Has Epic Fostered Any Real Healthcare Innovation?

I saw the following tweet and was really struck by the question.

I think we could broaden the question even more and ask if any EHR vendor has really fostered healthcare innovation. I’m sorry to say that I can’t think of any real major innovation from any of the top hospital EHR companies. They all seem very incremental in their process and focused on replicating previous processes in the digital world.

Considering the balance sheets of these companies, that seems to have been a really smart business decision. However, I think it’s missing out on the real opportunity of what technology can do to help healthcare.

I’ve said before that I think that the current EHR crop was possibly the baseline that would be needed to really innovate healthcare. I hope that’s right. Although, I’m scared that these closed EHR systems are going to try and lock in the status quo as opposed to enabling the future healthcare innovation.

Of course, I’ll also round out this conversation with a mention of meaningful use. The past 3-5 years meaningful use has defined the development roadmap for EHR companies. Show me the last press release from an EHR company about some innovation they achieved. Unfortunately, I haven’t found any and that’s because all of the press releases have been about EHR certification and meaningful use. Meaningful use has sucked the innovation opportunity out of EHR software. We’ll see if that changes in a post-meaningful use era.

About the author

John Lynn

John Lynn is the Founder of HealthcareScene.com, a network of leading Healthcare IT resources. The flagship blog, Healthcare IT Today, contains over 13,000 articles with over half of the articles written by John. These EMR and Healthcare IT related articles have been viewed over 20 million times.

John manages Healthcare IT Central, the leading career Health IT job board. He also organizes the first of its kind conference and community focused on healthcare marketing, Healthcare and IT Marketing Conference, and a healthcare IT conference, EXPO.health, focused on practical healthcare IT innovation. John is an advisor to multiple healthcare IT companies. John is highly involved in social media, and in addition to his blogs can be found on Twitter: @techguy.

4 Comments

  • In migrating from paper to electronic systems in any business, sometimes the most compelling software “innovation” is buffering users from change, or creating the appearance that things haven’t changed. PatientKeeper’s software design premise is that physicians don’t want to change their workflow when they move from paper to computers. I believe forcing workflow changes on physicians has done more to hinder physician adoption of EHRs than any other single factor, with the possible exceptions of poor user interfaces and unreasonably long training requirements.

    -Donald Burt, MD
    CMO, PatientKeeper

  • “Innovation is finding a better way of doing something.[1] Innovation can be viewed as the application of better solutions that meet new requirements, in-articulated needs, or existing market needs”

    The EHR has met market needs. Healthcare needs have now encompassed and focused on the broader constituency associated with healthcare. While the physician is a key component of healthcare they are one component. The business and practice of healthcare has/is continuously evolving to meet the needs of the other constituents, such as the patient, guarantors, whether they be third party insurance companies and/or government agencies. There are also the varying medical certification and licensing department as well as the oversight departments that maintain national policy and best practices within the healthcare context.

    The EHR is innovative in that it created a national standard for health record documentation and subsequent data retrieval. The EHR also provided a standardized documentation template that supports proper auditing and oversight within the IT perspective. This is substantiated with the many reports that can be generated from the common documentation template.

    As the nation nears the 100% mark of hospitals and affiliated clinics onboard with their respective EHR, the HIE will then begin to link the various systems within each state, country and world.

    Innovation is realized in increments of time and practice. The EHR dynamic has laid the foundation for all future healthcare documentation innovation. We now have national starting point for the continued evolution and healthcare maturation process.

    Healthcare is more than the physician. Healthcare is a cooperative of a multitude of equal, but different constituents. Healthcare is a both a business and a medical practice. One is not viable without the other. The EHR provides a single format where all things medicine can now branch out from. A common repository.

  • Scott,
    “The EHR is innovative in that it created a national standard for health record documentation and subsequent data retrieval. The EHR also provided a standardized documentation template that supports proper auditing and oversight within the IT perspective.”

    I’m not sure I agree with this at all. There’s almost nothing that’s standard between EHR vendors and how they document. Even within specific EHR vendors it’s not standard. One Epic implementation is very different than another one.

  • I definitely don’t agree with the statement regarding standardization. There is no standard for health record documentation at all. None. It’s a data free-for-all. Garbage in, garbage out.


Which lines in the records below contain the word "Leading"? Report each of them.

RECORDS SUPPLIED below:

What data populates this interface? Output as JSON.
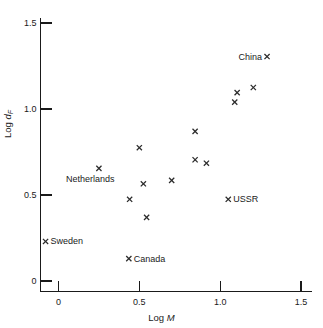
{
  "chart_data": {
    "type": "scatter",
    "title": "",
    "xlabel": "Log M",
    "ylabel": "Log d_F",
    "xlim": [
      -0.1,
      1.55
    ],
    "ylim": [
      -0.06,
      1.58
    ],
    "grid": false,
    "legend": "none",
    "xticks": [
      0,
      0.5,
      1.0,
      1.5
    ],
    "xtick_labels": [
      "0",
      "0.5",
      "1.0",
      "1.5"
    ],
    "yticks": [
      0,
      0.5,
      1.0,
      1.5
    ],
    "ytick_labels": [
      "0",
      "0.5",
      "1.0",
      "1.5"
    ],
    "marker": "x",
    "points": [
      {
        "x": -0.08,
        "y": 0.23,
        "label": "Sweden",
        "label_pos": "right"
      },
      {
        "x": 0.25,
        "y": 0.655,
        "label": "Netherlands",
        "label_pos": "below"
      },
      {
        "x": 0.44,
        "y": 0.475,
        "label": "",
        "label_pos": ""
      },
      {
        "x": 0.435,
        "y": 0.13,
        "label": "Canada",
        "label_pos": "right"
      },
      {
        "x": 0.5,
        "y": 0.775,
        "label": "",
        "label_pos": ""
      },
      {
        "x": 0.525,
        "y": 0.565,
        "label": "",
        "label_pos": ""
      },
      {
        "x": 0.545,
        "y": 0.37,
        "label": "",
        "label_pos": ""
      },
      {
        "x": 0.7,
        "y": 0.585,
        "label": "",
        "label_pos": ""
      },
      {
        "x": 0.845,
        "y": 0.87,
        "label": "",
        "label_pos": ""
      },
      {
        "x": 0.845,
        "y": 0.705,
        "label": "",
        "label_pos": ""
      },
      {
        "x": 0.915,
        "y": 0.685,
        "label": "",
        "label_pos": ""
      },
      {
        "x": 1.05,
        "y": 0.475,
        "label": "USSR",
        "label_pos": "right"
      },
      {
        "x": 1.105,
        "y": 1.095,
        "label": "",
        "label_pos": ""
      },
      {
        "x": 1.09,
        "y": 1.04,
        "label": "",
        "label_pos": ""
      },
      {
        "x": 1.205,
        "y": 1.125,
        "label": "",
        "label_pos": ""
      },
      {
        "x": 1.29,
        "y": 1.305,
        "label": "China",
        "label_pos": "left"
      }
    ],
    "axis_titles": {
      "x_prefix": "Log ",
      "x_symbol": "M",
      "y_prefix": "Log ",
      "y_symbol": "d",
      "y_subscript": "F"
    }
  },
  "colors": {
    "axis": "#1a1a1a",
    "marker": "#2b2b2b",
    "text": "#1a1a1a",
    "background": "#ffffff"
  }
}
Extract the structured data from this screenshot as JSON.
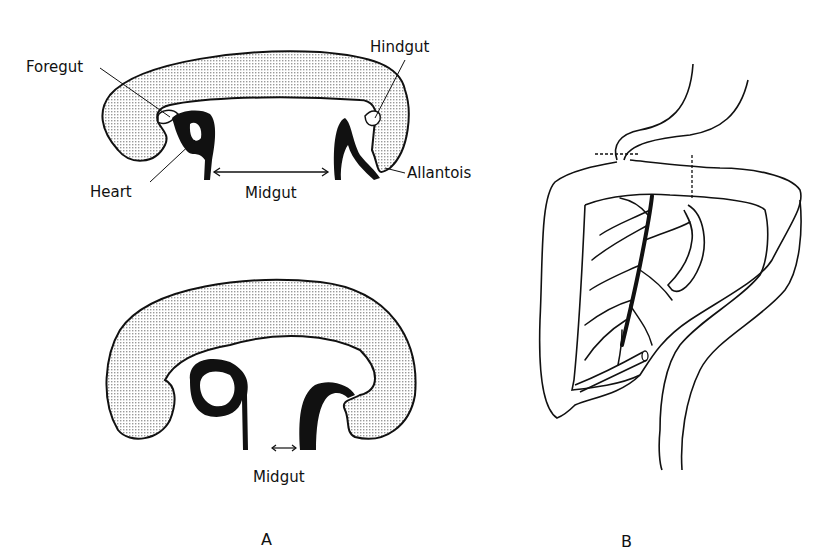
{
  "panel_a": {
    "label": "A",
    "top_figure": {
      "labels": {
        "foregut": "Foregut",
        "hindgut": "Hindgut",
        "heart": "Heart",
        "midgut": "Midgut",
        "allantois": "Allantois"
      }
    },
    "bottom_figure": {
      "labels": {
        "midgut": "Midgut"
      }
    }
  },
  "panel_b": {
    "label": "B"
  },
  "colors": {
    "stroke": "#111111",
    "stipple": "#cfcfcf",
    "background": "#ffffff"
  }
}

End of RECORDS SUPPLIED.
RECORDS SUPPLIED below:

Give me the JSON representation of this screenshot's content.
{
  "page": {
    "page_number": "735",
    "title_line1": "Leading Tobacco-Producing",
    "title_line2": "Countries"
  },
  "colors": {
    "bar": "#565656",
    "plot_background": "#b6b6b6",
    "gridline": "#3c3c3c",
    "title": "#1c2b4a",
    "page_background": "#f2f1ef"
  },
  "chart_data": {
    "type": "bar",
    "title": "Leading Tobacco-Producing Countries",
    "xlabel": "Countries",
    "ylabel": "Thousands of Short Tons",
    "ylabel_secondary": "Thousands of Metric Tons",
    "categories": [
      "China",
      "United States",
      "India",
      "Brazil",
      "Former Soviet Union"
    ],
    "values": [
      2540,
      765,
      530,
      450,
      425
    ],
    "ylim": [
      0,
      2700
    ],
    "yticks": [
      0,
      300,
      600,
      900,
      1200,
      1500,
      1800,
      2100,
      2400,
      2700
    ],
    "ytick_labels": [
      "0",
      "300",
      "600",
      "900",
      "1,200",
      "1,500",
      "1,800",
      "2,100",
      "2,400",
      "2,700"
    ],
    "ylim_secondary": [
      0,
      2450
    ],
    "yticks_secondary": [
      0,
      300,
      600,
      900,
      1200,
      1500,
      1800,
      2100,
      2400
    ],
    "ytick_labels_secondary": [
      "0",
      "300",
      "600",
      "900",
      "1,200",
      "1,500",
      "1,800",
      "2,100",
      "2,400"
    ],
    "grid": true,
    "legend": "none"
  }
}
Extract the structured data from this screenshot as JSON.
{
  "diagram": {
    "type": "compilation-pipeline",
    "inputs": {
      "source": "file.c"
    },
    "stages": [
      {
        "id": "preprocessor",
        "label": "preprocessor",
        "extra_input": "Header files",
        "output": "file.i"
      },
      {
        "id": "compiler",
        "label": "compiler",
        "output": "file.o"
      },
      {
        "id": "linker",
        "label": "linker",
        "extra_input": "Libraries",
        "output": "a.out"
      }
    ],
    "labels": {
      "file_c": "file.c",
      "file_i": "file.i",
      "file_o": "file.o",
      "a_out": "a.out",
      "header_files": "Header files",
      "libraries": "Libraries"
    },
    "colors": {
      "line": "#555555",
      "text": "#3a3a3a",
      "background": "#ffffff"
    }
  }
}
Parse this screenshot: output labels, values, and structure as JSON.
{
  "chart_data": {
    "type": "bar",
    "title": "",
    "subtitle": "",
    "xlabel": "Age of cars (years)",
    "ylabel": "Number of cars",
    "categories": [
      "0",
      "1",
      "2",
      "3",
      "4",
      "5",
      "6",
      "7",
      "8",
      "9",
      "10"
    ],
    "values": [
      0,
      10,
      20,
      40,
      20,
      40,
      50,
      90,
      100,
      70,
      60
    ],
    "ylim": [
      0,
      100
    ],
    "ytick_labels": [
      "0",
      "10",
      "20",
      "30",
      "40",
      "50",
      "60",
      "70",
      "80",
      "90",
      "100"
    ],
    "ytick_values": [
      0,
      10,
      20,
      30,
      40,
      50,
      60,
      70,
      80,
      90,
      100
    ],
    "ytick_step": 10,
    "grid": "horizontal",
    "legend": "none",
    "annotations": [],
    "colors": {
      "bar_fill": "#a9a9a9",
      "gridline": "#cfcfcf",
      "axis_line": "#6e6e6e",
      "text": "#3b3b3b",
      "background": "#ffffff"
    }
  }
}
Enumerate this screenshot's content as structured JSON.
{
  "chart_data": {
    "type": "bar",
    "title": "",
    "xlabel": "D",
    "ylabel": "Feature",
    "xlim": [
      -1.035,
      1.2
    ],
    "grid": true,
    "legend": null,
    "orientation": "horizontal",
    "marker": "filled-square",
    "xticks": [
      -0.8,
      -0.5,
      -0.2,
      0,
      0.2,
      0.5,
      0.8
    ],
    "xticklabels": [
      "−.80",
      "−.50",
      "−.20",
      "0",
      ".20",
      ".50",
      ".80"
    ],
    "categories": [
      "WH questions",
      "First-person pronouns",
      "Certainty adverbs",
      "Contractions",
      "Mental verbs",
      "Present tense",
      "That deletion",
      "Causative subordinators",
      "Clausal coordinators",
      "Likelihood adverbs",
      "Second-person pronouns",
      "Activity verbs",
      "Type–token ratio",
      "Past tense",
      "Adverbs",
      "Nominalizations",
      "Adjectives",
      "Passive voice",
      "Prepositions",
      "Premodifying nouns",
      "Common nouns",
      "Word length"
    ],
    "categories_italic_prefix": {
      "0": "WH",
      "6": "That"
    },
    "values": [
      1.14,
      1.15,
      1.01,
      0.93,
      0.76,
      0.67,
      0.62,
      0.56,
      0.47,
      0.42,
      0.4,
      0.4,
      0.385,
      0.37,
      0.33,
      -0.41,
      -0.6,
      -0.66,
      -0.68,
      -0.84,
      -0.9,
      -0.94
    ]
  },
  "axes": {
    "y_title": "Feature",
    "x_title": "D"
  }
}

End of RECORDS SUPPLIED.

» **COMPLETED TASK**:
    "title_line1": "Leading Tobacco-Producing",
    "title": "Leading Tobacco-Producing Countries",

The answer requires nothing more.